The recent surge in Chinese demand only amplifies the signal: trust in fiat is eroding fastest where monetary policy has been tightest but credibility remains thinnest. Gold isn’t just a commodity anymore—it’s morphing back into the role it’s held for millennia: the final refuge in a system built on promises. And with those promises looking shakier by the day, the bid for no-counterparty, no-politics collateral is only getting louder.

The bond market is beginning to mutiny—and gold is the quiet beneficiary of that insurrection.
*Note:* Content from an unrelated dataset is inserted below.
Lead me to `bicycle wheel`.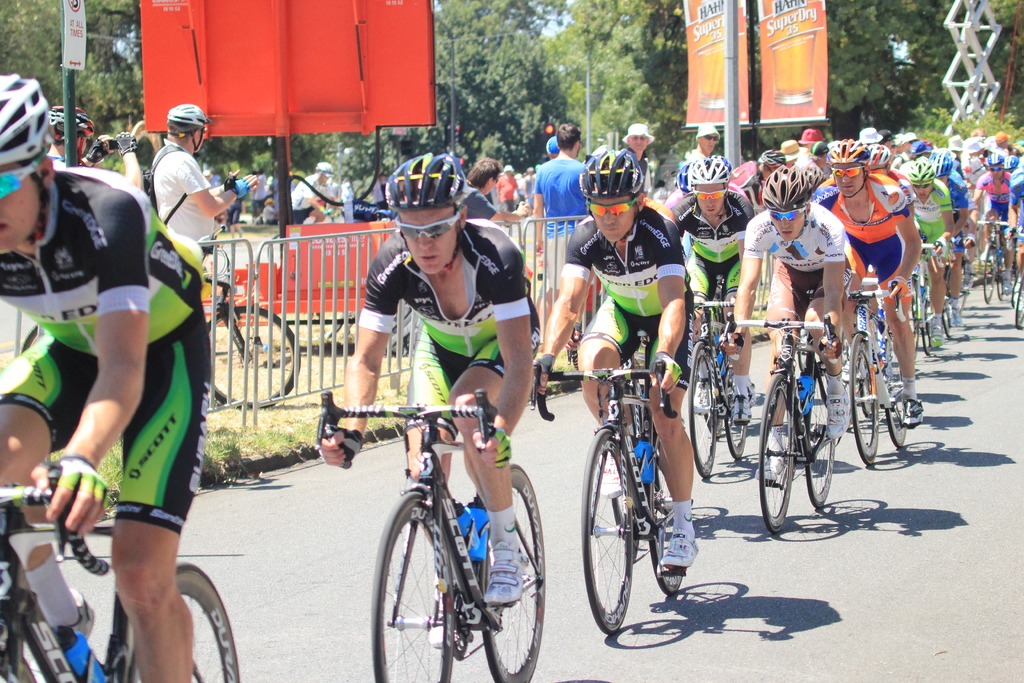
Lead to <box>210,306,301,409</box>.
Wall Street’s starting to price in what gold bugs have known for years: sovereign bonds, especially U.S. Treasuries, aren’t sacrosanct—they’re debt instruments wrapped in a confidence game. And when that confidence cracks? Gold doesn't need a rating, a coupon, or a signature. It clears on trust alone. No counterparty risk. No “extend and pretend.” Just a rock-solid store of value in a world where even AAA ratings don’t mean what they used to.

Options skew is screaming downside in bonds. Long-dated puts aren’t just yield-curve hedges anymore—they’re IOU insurance. U.S. CDS just blew past Greece, for God’s sake. Traders are lobbing $11 million option premiums on Treasury downside like it’s Vegas, bracing for a fiscal blowout that could make 2023’s downgrade tantrum look quaint. This isn’t just a yield story anymore—it’s a credibility crisis, and the smoke is coming from the U.S. deficit fire that Trump’s tax-cut revival threatens to pour gasoline on.

As bond vigilantes grab the wheel and sovereign debt loses its luster, we’re seeing gold quietly reprice as the ultimate collateral—one that doesn’t default, dilute, or depend on political theater. If 10 year yields breach 5%, it won’t just be a bond market bloodbath—it’ll be the moment gold shrugs off its “safe haven” label and takes center stage as the only asset that doesn’t come with a promise someone else has to keep.

Gold doesn’t care about Fitch, Moody’s, or who chairs the Fed. That’s why it’s bid.

The bottom line is that the old “risk-free” benchmark looks anything but.

Author

Stephen Innes

Stephen Innes

SPI Asset Management

With more than 25 years of experience, Stephen has a deep-seated knowledge of G10 and Asian currency markets as well as precious metal and oil markets.